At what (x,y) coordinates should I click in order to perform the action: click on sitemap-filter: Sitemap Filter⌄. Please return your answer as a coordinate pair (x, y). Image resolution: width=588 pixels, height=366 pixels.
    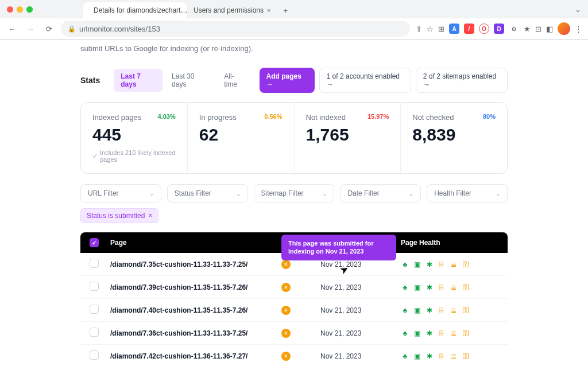
    Looking at the image, I should click on (294, 193).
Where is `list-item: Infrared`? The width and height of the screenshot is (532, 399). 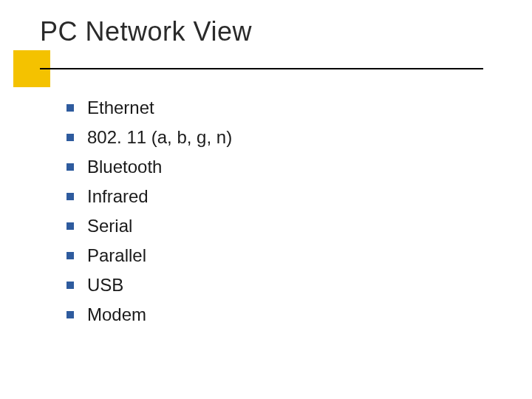 list-item: Infrared is located at coordinates (284, 197).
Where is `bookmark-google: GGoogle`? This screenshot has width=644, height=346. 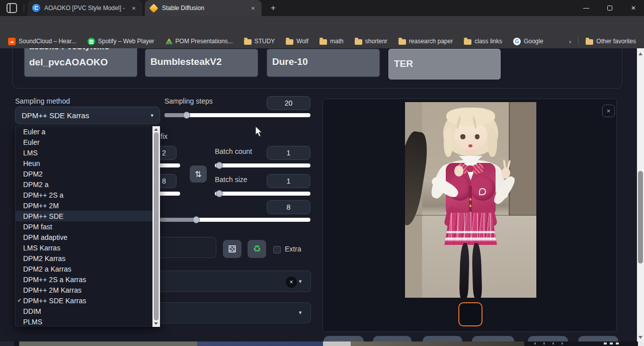 bookmark-google: GGoogle is located at coordinates (528, 41).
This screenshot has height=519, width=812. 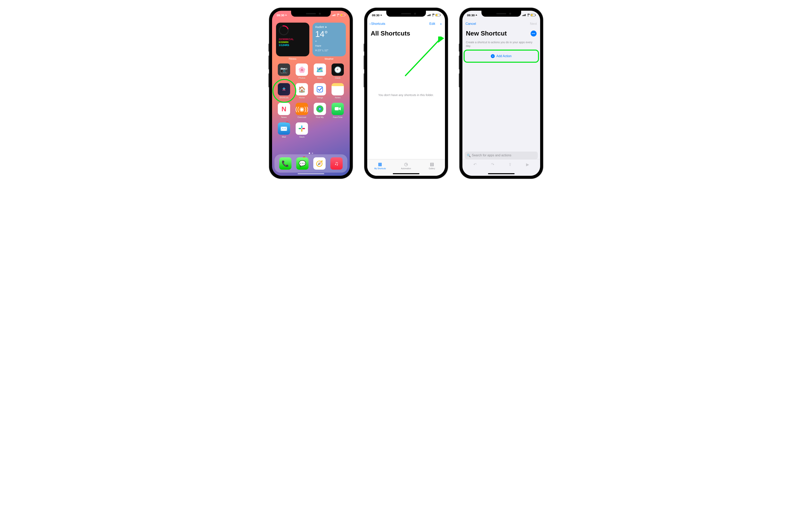 I want to click on app-shortcuts: Shortcuts, so click(x=284, y=91).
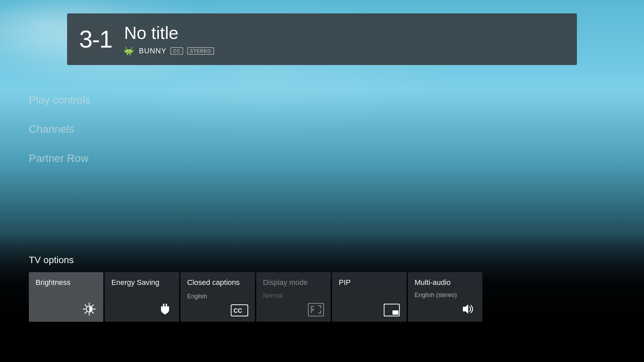 The height and width of the screenshot is (362, 644). I want to click on pip-icon, so click(369, 310).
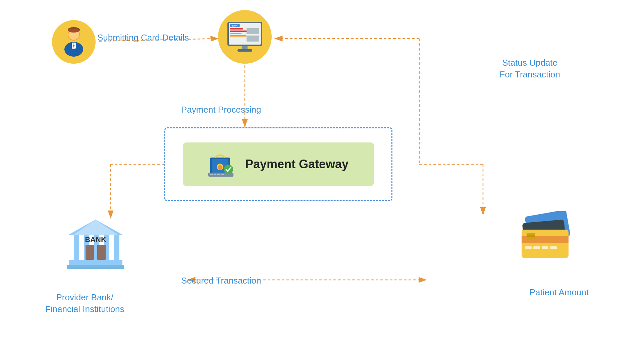  What do you see at coordinates (96, 245) in the screenshot?
I see `bank-icon: BANK` at bounding box center [96, 245].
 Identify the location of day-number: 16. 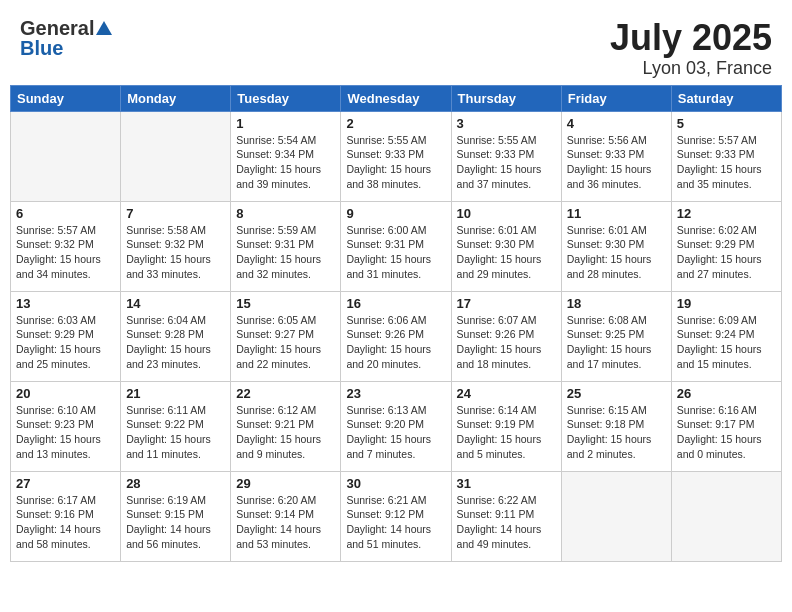
(396, 304).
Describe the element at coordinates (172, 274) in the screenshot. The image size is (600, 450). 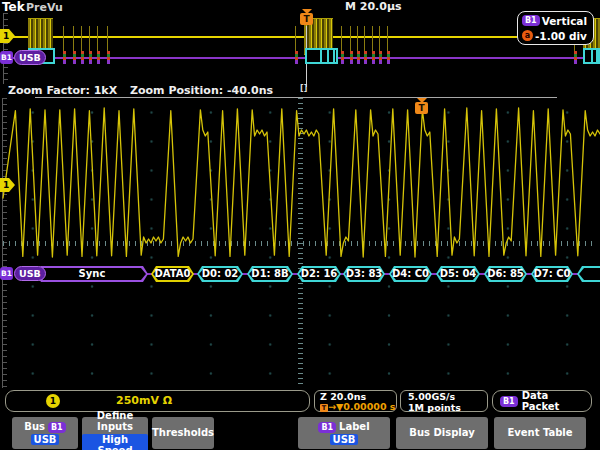
I see `bus-packet-data0: DATA0` at that location.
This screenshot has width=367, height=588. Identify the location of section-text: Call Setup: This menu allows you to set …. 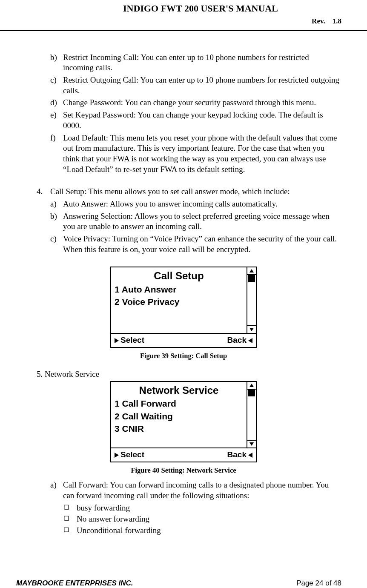
(198, 192).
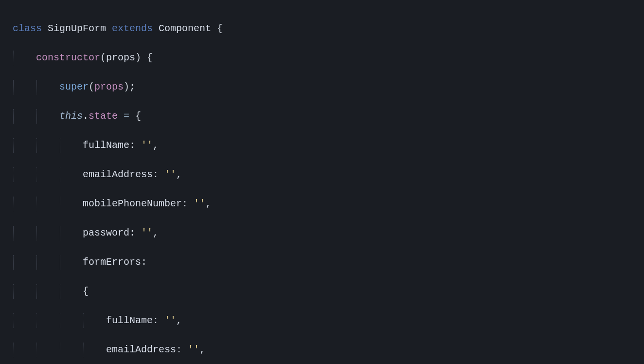 The image size is (644, 364). What do you see at coordinates (132, 28) in the screenshot?
I see `keyword-extends: extends` at bounding box center [132, 28].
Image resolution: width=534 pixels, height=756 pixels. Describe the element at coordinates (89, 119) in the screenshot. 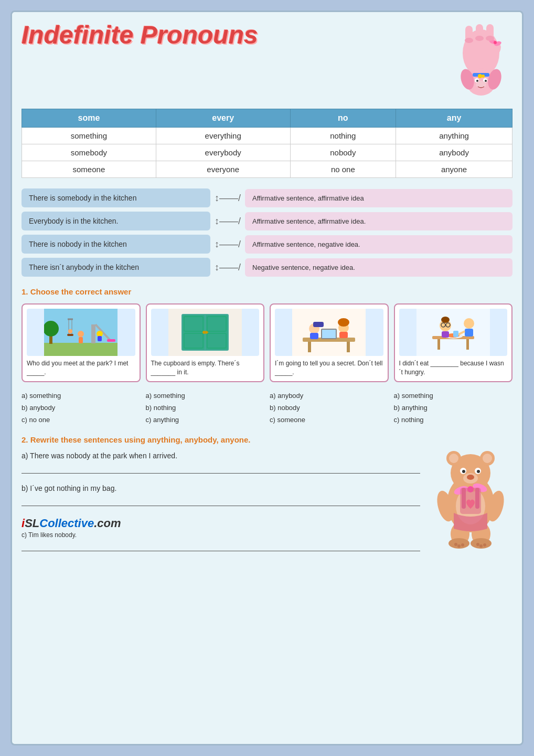

I see `col-some: some` at that location.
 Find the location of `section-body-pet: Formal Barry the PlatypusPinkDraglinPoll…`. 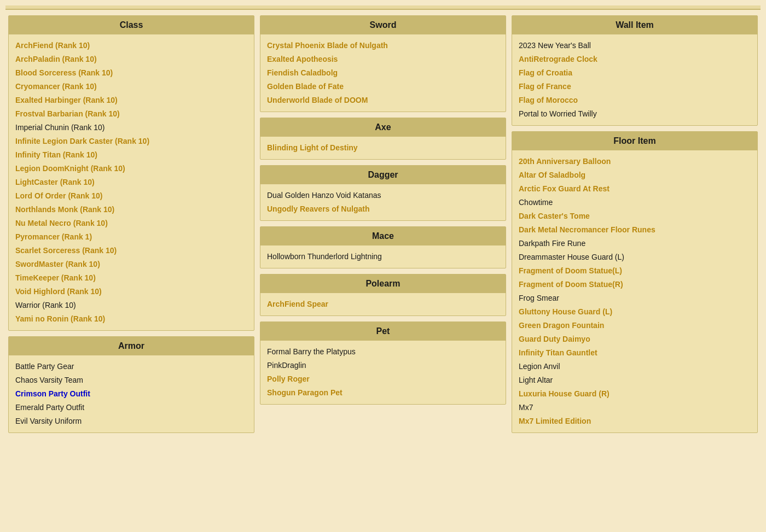

section-body-pet: Formal Barry the PlatypusPinkDraglinPoll… is located at coordinates (383, 372).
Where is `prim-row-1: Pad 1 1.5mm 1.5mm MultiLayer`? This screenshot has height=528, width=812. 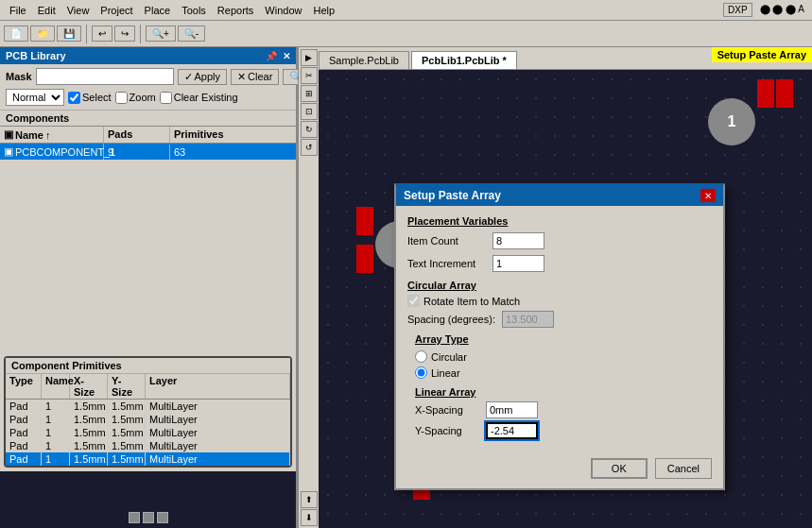
prim-row-1: Pad 1 1.5mm 1.5mm MultiLayer is located at coordinates (147, 406).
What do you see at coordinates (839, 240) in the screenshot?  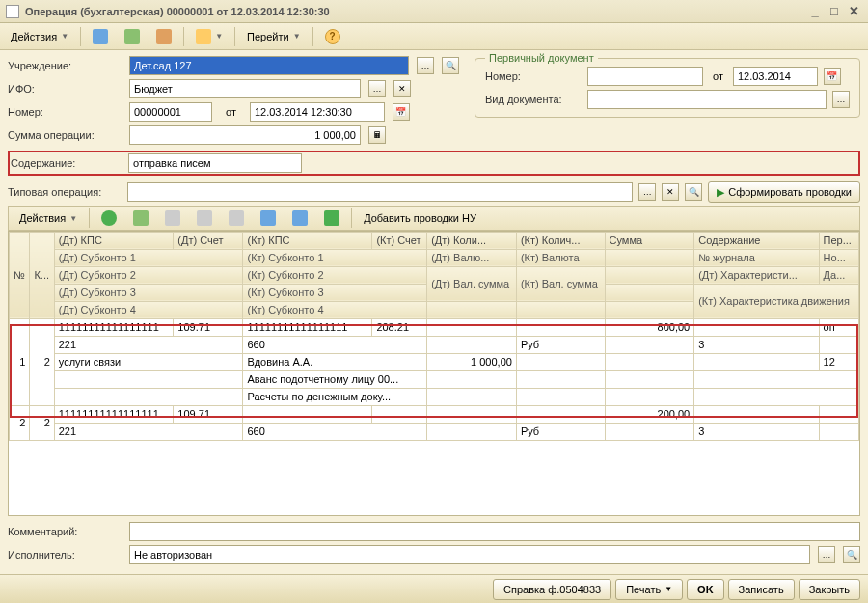 I see `col-per: Пер...` at bounding box center [839, 240].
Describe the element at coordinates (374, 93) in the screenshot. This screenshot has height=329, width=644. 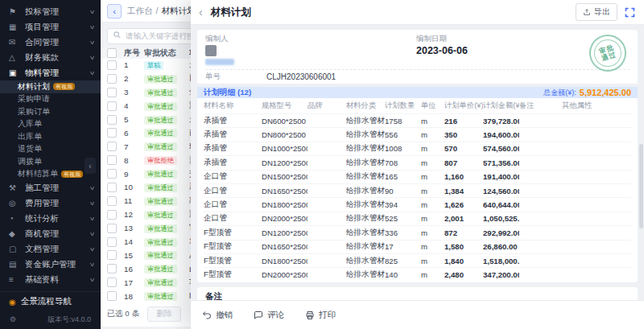
I see `plan-detail-title: 计划明细 (12)` at that location.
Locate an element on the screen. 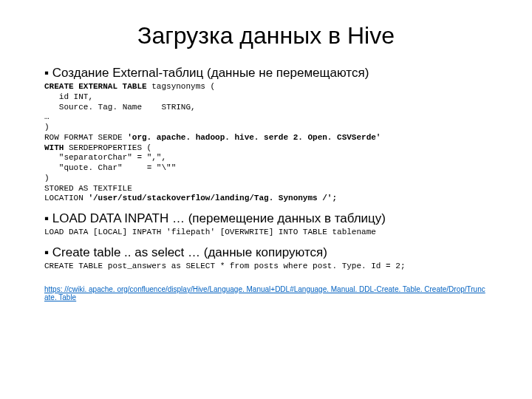 Image resolution: width=532 pixels, height=399 pixels. bullet-load-data: LOAD DATA INPATH … (перемещение данных в… is located at coordinates (266, 219).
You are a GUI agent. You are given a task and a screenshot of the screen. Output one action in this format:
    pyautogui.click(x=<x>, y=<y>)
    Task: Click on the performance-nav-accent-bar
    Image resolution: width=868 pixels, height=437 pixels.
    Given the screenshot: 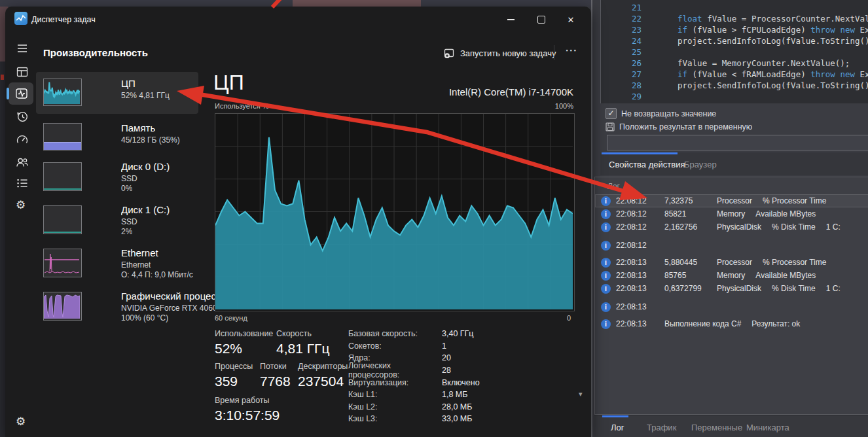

#####

**Exercise prompt**
Exactly as written, give again every line from the one containing "Image resolution: width=868" through the last line of the material, both included, with the pictures left out.

**Response**
    Image resolution: width=868 pixels, height=437 pixels.
    Given the screenshot: 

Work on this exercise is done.